Closed sebffischer closed 1 year ago
@mllg @pat-s @be-marc
Currently our "default" is almost exclusively used for documenting the parameters (Marc said he programs on them somewhere)
Yes we extract them with get_defaults()
(https://github.com/mlr-org/paradox/blob/main/R/default_values.R) and add missing defaults with an s3 dispatch (https://github.com/mlr-org/mlr3learners/blob/a2dae0bfcdb0ef7ae8474dc6254437294946d7bc/R/LearnerClassifRanger.R#L153).
I think for example this issue could have been avoided if we distinguished "defaults" and "initial" values better
I think we are not quite precise with our usage of
default
. In general it can mean two things:I think we should be more precise here. If we claim to set "Custom mlr3 defaults" then I think these parameters should not only be initialized but always be returned by
$get_values()
when the parameter is not set. As is right now, we should refer to them as "initial values", because this is what they are.Also there is another thing that is a little bit problemtic:
Currently our "default" is almost exclusively used for documenting the parameters (Marc said he programs on them somewhere). However because some upstream packages have defaults like
sample.int(400)
it is not straightforward to document these defaults, because settingdefault = sample.int(400)
will set a random value as the default in the learners's parameter documentation. Therefore thedefault
field of a paramter should also allow for something likequote(sample.int(400))
.I stumbled upon this when trying to implement a method
set_defaults()
that sets and stores the default values of a learner, which is currently done informally usingparam_set$values = list(...)
in e.g. the learner's initialize function (For this reason they are not stored anywhere). This would be useful so a tuner could always evaluate an algoritihm using it's default parameters (in case those are selected in a smart way) without having to reconstruct the learner from scratch.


■ **Work to complete**
Find the lines in the records that carry the word "pixels". Copy each one.

(Page and application data records)
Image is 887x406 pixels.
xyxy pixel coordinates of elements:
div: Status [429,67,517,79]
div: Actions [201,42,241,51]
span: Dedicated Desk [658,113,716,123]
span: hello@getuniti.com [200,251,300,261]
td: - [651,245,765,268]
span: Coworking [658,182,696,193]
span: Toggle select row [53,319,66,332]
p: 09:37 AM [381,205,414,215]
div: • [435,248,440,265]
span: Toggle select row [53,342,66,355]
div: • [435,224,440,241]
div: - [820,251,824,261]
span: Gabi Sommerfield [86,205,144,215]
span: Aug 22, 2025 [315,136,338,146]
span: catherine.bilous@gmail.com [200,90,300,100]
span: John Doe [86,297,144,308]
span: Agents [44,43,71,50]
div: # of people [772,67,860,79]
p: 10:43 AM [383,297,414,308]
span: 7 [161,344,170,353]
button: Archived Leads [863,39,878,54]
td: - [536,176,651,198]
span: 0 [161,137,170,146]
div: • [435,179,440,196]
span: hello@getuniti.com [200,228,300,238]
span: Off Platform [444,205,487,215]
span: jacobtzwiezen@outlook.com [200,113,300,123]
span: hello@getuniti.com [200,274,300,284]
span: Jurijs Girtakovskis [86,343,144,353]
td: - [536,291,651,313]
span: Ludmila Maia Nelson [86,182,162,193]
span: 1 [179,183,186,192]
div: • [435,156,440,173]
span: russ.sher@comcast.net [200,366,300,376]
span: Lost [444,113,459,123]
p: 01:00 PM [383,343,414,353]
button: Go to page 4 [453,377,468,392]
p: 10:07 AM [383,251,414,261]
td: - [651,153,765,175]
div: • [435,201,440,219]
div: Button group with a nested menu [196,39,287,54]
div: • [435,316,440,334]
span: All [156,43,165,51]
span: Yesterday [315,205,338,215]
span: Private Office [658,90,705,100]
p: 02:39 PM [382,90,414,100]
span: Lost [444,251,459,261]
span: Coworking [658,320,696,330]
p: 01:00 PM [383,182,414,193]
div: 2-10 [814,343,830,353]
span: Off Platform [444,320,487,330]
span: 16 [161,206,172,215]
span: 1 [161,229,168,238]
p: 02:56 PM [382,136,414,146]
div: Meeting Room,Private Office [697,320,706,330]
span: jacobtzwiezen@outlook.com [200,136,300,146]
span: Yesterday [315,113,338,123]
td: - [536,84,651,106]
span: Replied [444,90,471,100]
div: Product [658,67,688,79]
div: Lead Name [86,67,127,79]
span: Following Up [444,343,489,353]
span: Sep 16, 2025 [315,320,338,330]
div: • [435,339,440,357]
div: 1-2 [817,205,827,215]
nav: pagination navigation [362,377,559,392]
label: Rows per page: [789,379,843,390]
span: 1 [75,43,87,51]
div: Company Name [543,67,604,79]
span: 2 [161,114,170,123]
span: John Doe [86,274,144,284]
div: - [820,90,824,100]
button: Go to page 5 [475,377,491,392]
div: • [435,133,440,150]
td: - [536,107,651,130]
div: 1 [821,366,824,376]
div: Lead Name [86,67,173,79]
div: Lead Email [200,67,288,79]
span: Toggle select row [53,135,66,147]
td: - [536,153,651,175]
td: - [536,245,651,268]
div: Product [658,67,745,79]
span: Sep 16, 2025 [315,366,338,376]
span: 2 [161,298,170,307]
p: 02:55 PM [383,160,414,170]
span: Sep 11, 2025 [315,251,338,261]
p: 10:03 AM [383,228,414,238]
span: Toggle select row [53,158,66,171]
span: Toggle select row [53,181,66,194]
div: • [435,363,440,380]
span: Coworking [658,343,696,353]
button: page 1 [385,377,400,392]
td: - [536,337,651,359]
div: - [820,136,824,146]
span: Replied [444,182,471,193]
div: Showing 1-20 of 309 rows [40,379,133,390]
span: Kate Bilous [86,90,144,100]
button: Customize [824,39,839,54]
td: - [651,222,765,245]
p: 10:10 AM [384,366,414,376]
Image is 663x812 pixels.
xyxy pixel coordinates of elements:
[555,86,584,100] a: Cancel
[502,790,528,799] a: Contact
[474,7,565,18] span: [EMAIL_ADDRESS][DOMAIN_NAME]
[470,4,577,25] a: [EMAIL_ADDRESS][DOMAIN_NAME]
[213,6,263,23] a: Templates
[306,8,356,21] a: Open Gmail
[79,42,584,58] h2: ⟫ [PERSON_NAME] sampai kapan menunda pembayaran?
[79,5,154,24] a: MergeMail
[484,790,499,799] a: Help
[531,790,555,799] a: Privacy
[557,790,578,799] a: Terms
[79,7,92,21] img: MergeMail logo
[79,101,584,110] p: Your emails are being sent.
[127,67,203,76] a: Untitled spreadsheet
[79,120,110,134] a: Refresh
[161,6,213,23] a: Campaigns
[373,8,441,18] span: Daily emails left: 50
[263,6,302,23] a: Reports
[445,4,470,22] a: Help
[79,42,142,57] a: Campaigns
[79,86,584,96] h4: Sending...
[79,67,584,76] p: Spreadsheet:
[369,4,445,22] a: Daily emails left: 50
---
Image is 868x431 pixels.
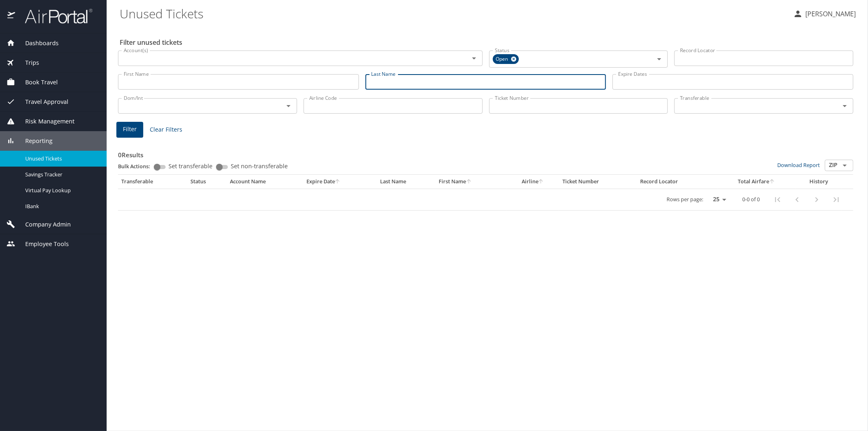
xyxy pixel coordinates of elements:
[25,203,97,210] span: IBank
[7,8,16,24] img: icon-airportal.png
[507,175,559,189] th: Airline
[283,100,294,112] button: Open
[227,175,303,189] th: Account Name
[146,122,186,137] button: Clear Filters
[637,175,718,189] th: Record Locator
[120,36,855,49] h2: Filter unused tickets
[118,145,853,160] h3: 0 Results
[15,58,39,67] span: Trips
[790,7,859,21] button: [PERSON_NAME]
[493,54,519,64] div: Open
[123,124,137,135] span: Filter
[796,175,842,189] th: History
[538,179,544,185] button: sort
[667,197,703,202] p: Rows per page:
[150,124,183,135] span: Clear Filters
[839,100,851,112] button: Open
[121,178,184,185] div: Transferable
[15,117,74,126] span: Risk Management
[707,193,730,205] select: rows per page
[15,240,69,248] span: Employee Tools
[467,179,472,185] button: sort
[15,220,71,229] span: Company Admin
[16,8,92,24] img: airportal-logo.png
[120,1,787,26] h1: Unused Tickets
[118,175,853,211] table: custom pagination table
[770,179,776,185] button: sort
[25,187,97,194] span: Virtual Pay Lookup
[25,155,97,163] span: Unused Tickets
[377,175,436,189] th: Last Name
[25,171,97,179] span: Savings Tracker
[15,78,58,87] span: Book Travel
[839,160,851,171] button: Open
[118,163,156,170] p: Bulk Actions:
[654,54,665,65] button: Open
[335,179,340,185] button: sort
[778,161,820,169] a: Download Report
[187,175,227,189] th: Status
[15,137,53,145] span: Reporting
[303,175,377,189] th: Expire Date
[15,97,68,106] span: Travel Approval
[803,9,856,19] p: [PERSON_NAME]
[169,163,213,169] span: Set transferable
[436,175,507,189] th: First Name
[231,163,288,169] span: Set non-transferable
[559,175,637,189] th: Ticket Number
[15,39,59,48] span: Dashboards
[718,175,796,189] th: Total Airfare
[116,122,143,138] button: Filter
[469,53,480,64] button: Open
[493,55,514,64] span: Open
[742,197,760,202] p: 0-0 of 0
--
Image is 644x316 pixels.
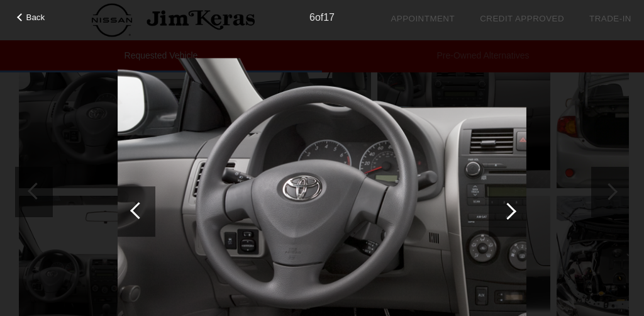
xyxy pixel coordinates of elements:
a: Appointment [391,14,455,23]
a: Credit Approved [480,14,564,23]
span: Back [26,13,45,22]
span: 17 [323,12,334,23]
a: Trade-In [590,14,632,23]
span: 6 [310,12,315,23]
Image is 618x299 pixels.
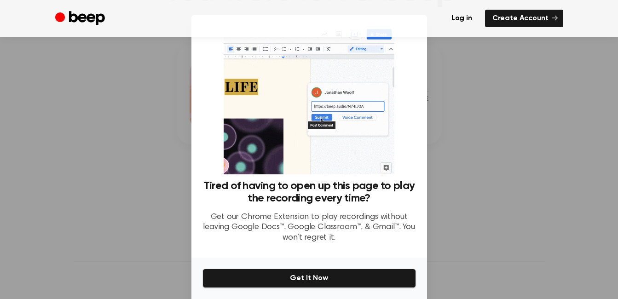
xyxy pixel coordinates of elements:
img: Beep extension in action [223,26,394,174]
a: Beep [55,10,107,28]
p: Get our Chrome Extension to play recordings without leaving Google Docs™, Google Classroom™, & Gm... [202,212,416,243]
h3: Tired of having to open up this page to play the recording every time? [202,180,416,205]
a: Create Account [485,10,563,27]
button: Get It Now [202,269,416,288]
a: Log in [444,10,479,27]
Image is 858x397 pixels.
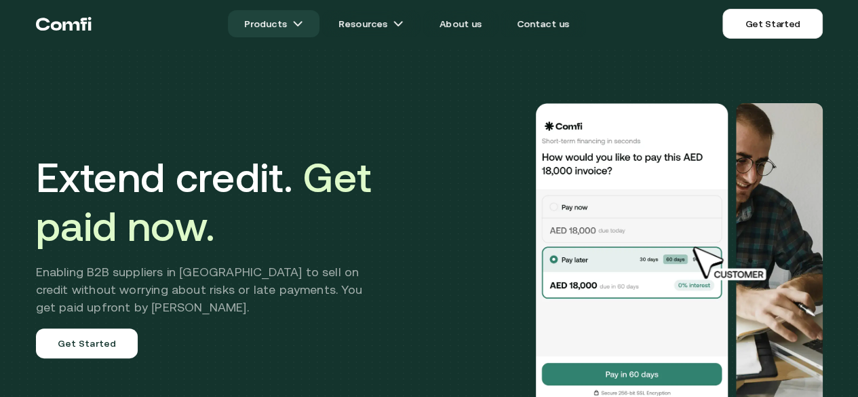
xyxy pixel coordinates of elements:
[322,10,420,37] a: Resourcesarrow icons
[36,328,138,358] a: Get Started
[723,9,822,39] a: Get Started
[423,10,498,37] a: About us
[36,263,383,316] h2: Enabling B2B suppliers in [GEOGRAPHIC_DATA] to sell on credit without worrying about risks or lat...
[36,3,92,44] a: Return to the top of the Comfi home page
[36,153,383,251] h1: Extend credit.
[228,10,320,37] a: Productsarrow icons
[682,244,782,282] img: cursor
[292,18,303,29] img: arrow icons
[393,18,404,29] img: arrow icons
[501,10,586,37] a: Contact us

■ **Task result**
Image is 887x406 pixels.
Image is 663x812 pixels.
Image is 868x431 pixels.
Image is 644x316 pixels.
Image is 618x299 pixels.
Image is 858x397 pixels.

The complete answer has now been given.